The new hijacked page has the correct URL and might even have the correct content on it. But there are also hidden prompts embedded in the HTML, SVG metadata or other invisible elements—prompts that the AI agent could interpret as legitimate instructions.
Now the attacker could potentially have access to everything the agent has access to. Meanwhile, agents are getting smarter. Even if an agent doesn’t have access to a particular corporate resource that the attacker wants, the agent might be able to figure out how to get to it, and the company will be paying for the compute time it takes for the agent to figure it out.
“Infrastructure or code that is left operational but not maintained and monitored is a classic attack vector for cyber criminals,” says Steve Winterfeld, advisory CISO at Akamai.
As a CISO, he’s continually battling with this kind of cyber debt, he says. “And this issue is quickly climbing to the top of the list to address.” Akamai itself has recently added a new capability to its DNS security suite to meet this specific concern, he adds.
How big a potential problem is this? Last year, security research firm Watchtowr found 150 abandoned S3 buckets previously used in commercial and open-source software products, governments, and infrastructure pipelines, registered them, and saw eight million requests over the next two months for things like software updates, pre-compiled binaries, virtual machine images, and JavaScript files.
Dangling DNS and subdomain takeovers have been used by attackers for over a decade, says Avinash Rajeev, leader of PwC’s cyber, data and tech risk platform. “It’s not a rare or highly technical edge case.”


- **WORK REQUEST**: Every line from the beginning of the records below up to the one holding "Image is 644x295 pixels." should be quoted exactly; leave out the rest.

[Stored items]
▼

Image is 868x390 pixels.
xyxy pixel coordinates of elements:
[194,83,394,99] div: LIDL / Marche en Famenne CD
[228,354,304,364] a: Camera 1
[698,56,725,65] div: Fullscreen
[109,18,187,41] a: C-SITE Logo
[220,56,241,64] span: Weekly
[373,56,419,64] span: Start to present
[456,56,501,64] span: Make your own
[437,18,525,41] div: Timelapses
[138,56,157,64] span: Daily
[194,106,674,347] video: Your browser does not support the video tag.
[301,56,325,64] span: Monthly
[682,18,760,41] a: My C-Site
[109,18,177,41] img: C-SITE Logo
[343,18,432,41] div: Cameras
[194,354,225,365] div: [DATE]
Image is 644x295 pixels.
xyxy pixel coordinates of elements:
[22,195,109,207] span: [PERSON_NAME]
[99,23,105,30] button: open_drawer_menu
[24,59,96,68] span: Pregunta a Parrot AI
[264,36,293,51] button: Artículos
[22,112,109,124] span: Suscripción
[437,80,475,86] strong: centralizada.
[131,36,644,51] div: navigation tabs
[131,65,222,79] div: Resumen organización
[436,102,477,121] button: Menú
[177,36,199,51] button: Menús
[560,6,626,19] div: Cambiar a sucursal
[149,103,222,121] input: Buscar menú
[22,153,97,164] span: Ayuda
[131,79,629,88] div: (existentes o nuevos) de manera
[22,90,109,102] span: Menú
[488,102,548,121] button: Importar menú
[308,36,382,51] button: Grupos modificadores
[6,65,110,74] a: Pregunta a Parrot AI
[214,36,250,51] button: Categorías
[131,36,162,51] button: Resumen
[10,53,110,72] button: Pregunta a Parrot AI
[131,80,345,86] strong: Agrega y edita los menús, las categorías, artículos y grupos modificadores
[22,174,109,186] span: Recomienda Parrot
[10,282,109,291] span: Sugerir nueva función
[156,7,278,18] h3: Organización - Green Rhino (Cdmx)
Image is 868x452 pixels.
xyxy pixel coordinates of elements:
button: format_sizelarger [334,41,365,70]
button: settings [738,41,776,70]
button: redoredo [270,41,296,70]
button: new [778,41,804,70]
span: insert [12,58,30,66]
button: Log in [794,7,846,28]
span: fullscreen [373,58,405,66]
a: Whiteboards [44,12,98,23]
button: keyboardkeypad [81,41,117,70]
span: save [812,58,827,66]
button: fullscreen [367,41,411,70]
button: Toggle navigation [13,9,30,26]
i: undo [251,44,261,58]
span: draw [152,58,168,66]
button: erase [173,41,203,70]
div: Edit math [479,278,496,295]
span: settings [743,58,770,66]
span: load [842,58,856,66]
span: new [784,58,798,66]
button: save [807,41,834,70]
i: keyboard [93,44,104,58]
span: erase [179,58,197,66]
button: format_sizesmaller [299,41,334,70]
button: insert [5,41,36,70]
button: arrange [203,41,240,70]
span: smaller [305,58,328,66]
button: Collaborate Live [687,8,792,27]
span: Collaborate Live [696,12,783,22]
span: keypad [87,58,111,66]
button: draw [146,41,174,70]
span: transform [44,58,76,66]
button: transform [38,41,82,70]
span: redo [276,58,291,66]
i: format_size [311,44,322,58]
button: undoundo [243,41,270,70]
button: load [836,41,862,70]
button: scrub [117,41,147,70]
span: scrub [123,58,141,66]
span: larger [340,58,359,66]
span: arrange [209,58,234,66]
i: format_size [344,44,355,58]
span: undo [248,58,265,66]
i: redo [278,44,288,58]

▲

- **ANSWER SECTION**:
Image is 868x390 pixels.
xyxy pixel coordinates of elements:
[194,83,394,99] div: LIDL / Marche en Famenne CD
[228,354,304,364] a: Camera 1
[698,56,725,65] div: Fullscreen
[109,18,187,41] a: C-SITE Logo
[220,56,241,64] span: Weekly
[373,56,419,64] span: Start to present
[456,56,501,64] span: Make your own
[437,18,525,41] div: Timelapses
[138,56,157,64] span: Daily
[194,106,674,347] video: Your browser does not support the video tag.
[301,56,325,64] span: Monthly
[682,18,760,41] a: My C-Site
[109,18,177,41] img: C-SITE Logo
[343,18,432,41] div: Cameras
[194,354,225,365] div: [DATE]
Image is 644x295 pixels.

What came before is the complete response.